While prime numbers smooth over a number of flaws, they really don't solve the problem. The problem is that poorly developed hash functions aren't well distributed. Using a prime number of buckets eliminates one class of issues (which seems to be the most common class), making the performance acceptable in more cases, but other issues remain. In addition, requiring a prime number of buckets causes some inconvenience -- the client now needs a table of prime numbers, hash computations require a division operation, hash table resizing becomes more complex, etc.

It turns out that with some careful design, it is possible to create hash functions that do not contain these periodic flaws. These high-quality hash functions are very good at producing even distributions over nearly any number of buckets given nearly any input. The result is that there need be no hash-function-induced constraint on the number of buckets.

Since careful design of hash functions is not something most developers (myself included) know how to do, the best advice I have is this: steal. The best code is the code you don't have to write yourself. There are many good hash algorithms out there that have undergone extensive analysis and have excellent distributions for nearly all kinds of input. Some are even extremely simple. All of them will almost certainly knock the socks off of anything you can develop on your own in terms of even distributions. Most of them will run more quickly than your home-grown solution. And they're free.

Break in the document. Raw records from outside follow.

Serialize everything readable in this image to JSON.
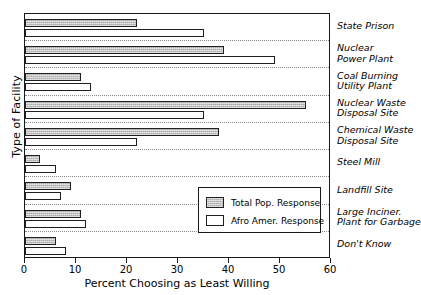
{
  "chart_data": {
    "type": "bar",
    "orientation": "horizontal",
    "title": "",
    "xlabel": "Percent Choosing as Least Willing",
    "ylabel": "Type of Facility",
    "xlim": [
      0,
      60
    ],
    "xticks": [
      0,
      10,
      20,
      30,
      40,
      50,
      60
    ],
    "grid": "dotted category separators only",
    "legend_position": "inside lower-right",
    "categories": [
      "State Prison",
      "Nuclear\nPower Plant",
      "Coal Burning\nUtility Plant",
      "Nuclear Waste\nDisposal Site",
      "Chemical Waste\nDisposal Site",
      "Steel Mill",
      "Landfill Site",
      "Large Inciner.\nPlant for Garbage",
      "Don't Know"
    ],
    "series": [
      {
        "name": "Total Pop. Response",
        "color": "#ababab",
        "values": [
          22,
          39,
          11,
          55,
          38,
          3,
          9,
          11,
          6
        ]
      },
      {
        "name": "Afro Amer. Response",
        "color": "#ffffff",
        "values": [
          35,
          49,
          13,
          35,
          22,
          6,
          7,
          12,
          8
        ]
      }
    ]
  },
  "legend": {
    "items": [
      {
        "label": "Total Pop. Response",
        "swatch": "total"
      },
      {
        "label": "Afro Amer. Response",
        "swatch": "afro"
      }
    ]
  },
  "axis": {
    "x_tick_labels": [
      "0",
      "10",
      "20",
      "30",
      "40",
      "50",
      "60"
    ]
  }
}
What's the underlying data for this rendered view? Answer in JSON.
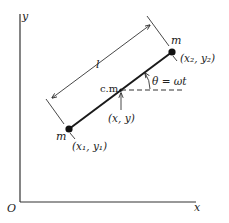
{
  "diagram": {
    "type": "physics-rigid-rotor",
    "axes": {
      "x_label": "x",
      "y_label": "y",
      "origin_label": "O"
    },
    "masses": [
      {
        "label": "m",
        "coords": "(x₁, y₁)"
      },
      {
        "label": "m",
        "coords": "(x₂, y₂)"
      }
    ],
    "center_of_mass": {
      "label": "c.m.",
      "coords": "(x, y)"
    },
    "length_label": "l",
    "angle_label": "θ = ωt",
    "colors": {
      "line": "#1a1a1a",
      "background": "#ffffff"
    }
  }
}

Here is a very simple hash function (Jenkins One-At-A-Time) that is better in almost every way than anything I saw in college (assume ub4 is a typedef for a 4-byte unsigned integer):

 ub4 one_at_a_time(char *key, ub4 len, ub4 hash = 0)
{
  ub4   i;
  for (i=0; i<len; ++i)
  {
    hash += key[i];
    hash += (hash << 10);
    hash ^= (hash >> 6);
  }
  hash += (hash << 3);
  hash ^= (hash >> 11);
  hash += (hash << 15);
  return hash;
} 

You can easily use this for any size of hash table by dividing and taking the remainder. Even better, use it with power-of-two hash tables by masking off the top bits of the hash. You can hash multiple parts of a structure by calling the function repeatedly and chaining the result each time.

Comments

  • Anonymous
    October 22, 2007
    You say: "One good solution is to make a list of items sorted by the associated key. The list can then be searched using a binary search. This works quite well for a large class of problems, and assuming that the list allows for linear-time lookup of item a (where a is a number refering to the a'th item), .." It's only paragraph 4 and I'm confused already.  I'm interpreting this to mean we use a binary search to lookup the key, a, and then once we have the key we can directly get the value ... so wouldn't that be constant-time lookup, not linear-time lookup?

  • Anonymous
    October 28, 2007
    John: Finding the index of the key in the table is O(log N). Going from key to value is constant. So the overall operation of finding the value from the key is O(log N).